Woo-hoo! We're awfully proud to announce that today we've published our Application Certification Requirements.
The requirements revolve around three key principles:
- Consumers must consent to what happens on their computers
- Consumers must never feel tricked or unpleasantly surprised when they install an app
- Consumers must never feel cheated when they pay for an app
If you build apps, you can use these requirements to ensure you meet these principles. And please consider getting your app certified and sealed by us, so our security partners will automatically know your app is clean.
If you keep consumers safe from bad apps, you can use these requirements to help you determine if an app should be allowed to be advertised, offered, installed, or run. Better yet, sign up with us, and you'll be able to trust our seals and save yourself a lot of time and effort.
Our requirements are intended to be comprehensive and serve as a single source of what apps need to do to be considered clean. But although we believe these are the most comprehensive requirements available, we also recognize they will change as we and our partners and customers fight against unwanted and fraudulent behavior. We’ll work with the industry to keep these requirements up to date and relevant.
We have put six months of effort into these requirements. Here's what we went through:
- We identified the various components of an app that we believed needed certifying: traffic to the app, offers about the app, ads in and injected by the app, the installation process, how the app runs, and the uninstallation process.
- We identified the “intent” we were trying to achieve for each component.
- We came up with a naming scheme to track the “scope” of each requirement and a syntax of how we wanted the requirements to read
- We used our knowledge from the industry to capture a first draft of the requirements.
- We researched and cross-validated many related guidelines and detection criteria from across the industry to be sure we captured the needs of as many security and platform partners as possible and that these requirements were comprehensive. Some of the sources included the CSA guidelines; Microsoft’s MMPC Objective Criteria and Bing advertising policies; Google’s Unwanted Software, Adsense, Adwords, Chrome Extensions, and Specific Policies; and the FTC’s dot com guidance.
- We reviewed our proposed requirements with security and platform partners, software vendors, and industry experts.
- We "tested" the requirements on our pilot customers.
- We added a detailed explanation to each requirement to better explain our intent.
- We experimented with the best way to share these requirements. This wasn't easy: we tried documents and spreadsheets, and in the end decided that the best way would be an online form.
We used a Creative Commons license to make it easy for you to use them. We'd love to see these requirements become the standard that the world uses to tell whether an app is clean.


• [Goal of the exercise] Look through the listing below for the line containing "Segment this screenshot: for". Copy it and each line after it up to and including the line containing "I need the location", exactly, leaving out pictures.

• [Provided material]
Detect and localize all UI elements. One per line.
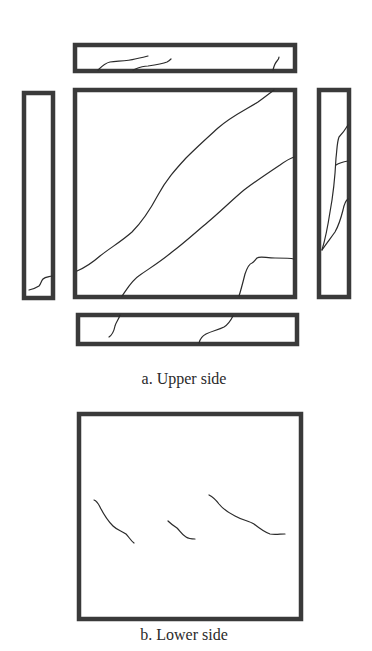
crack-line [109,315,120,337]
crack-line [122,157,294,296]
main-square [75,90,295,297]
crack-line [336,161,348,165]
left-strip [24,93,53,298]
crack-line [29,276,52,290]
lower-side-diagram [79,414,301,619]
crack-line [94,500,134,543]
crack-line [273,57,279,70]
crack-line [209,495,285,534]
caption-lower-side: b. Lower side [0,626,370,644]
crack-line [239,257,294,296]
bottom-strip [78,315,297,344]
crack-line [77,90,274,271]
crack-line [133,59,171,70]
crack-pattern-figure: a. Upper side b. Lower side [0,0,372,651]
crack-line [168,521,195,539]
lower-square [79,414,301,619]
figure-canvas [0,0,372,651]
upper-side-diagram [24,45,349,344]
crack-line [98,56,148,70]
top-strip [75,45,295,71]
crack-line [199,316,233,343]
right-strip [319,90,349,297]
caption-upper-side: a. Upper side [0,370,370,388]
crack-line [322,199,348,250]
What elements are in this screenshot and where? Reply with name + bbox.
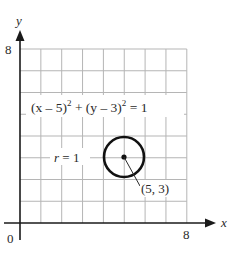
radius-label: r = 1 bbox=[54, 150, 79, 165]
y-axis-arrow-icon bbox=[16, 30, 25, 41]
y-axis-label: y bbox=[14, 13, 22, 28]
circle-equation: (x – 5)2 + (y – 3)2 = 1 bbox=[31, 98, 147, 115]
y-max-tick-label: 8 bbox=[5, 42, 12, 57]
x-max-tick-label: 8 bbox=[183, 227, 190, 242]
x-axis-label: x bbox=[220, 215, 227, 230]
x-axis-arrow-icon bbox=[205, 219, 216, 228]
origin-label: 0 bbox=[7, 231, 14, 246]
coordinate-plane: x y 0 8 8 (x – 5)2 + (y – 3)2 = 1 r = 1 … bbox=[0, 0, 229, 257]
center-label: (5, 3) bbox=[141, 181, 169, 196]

* * *

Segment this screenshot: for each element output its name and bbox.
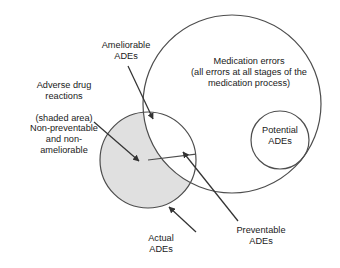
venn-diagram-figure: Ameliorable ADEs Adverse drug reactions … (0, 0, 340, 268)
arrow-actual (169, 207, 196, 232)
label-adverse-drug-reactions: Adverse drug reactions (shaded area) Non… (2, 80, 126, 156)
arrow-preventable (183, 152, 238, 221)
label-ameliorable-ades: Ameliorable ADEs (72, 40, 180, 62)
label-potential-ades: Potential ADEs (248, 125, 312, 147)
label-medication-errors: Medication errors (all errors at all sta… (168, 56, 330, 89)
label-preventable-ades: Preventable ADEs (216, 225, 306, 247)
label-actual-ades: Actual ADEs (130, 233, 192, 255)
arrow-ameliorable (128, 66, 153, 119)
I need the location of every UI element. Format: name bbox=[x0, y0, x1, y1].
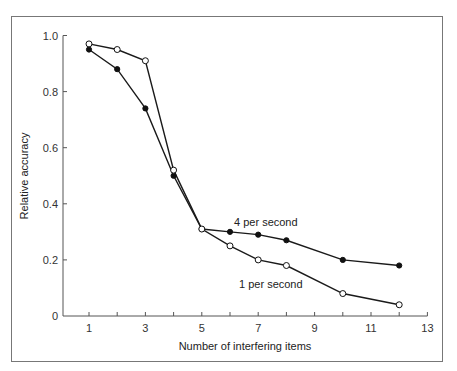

==

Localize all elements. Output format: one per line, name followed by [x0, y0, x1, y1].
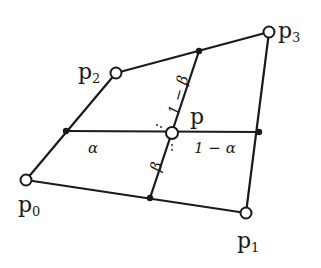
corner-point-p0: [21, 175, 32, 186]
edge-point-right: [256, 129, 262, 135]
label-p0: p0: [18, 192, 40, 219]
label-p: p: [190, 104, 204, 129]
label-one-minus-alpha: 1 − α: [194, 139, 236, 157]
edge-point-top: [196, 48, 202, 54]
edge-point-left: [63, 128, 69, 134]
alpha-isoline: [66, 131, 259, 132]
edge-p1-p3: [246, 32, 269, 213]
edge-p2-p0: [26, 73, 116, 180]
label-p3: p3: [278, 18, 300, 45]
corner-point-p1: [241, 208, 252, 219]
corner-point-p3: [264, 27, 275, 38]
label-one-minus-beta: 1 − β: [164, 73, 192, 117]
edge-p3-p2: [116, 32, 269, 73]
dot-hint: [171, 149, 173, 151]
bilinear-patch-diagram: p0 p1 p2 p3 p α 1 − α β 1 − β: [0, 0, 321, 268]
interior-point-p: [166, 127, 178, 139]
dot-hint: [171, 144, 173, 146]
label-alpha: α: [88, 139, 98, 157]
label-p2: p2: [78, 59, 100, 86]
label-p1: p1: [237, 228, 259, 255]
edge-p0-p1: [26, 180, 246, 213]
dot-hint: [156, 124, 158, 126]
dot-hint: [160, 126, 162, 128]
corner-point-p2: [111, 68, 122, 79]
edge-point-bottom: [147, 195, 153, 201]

• [Result of the exercise]
Segment this screenshot: for each element output its name and bbox.
venn-diagram-figure: Ameliorable ADEs Adverse drug reactions … (0, 0, 340, 268)
arrow-actual (169, 207, 196, 232)
label-adverse-drug-reactions: Adverse drug reactions (shaded area) Non… (2, 80, 126, 156)
arrow-preventable (183, 152, 238, 221)
label-ameliorable-ades: Ameliorable ADEs (72, 40, 180, 62)
label-potential-ades: Potential ADEs (248, 125, 312, 147)
label-medication-errors: Medication errors (all errors at all sta… (168, 56, 330, 89)
label-preventable-ades: Preventable ADEs (216, 225, 306, 247)
label-actual-ades: Actual ADEs (130, 233, 192, 255)
arrow-ameliorable (128, 66, 153, 119)
I need the location of every UI element. Format: name bbox=[x0, y0, x1, y1].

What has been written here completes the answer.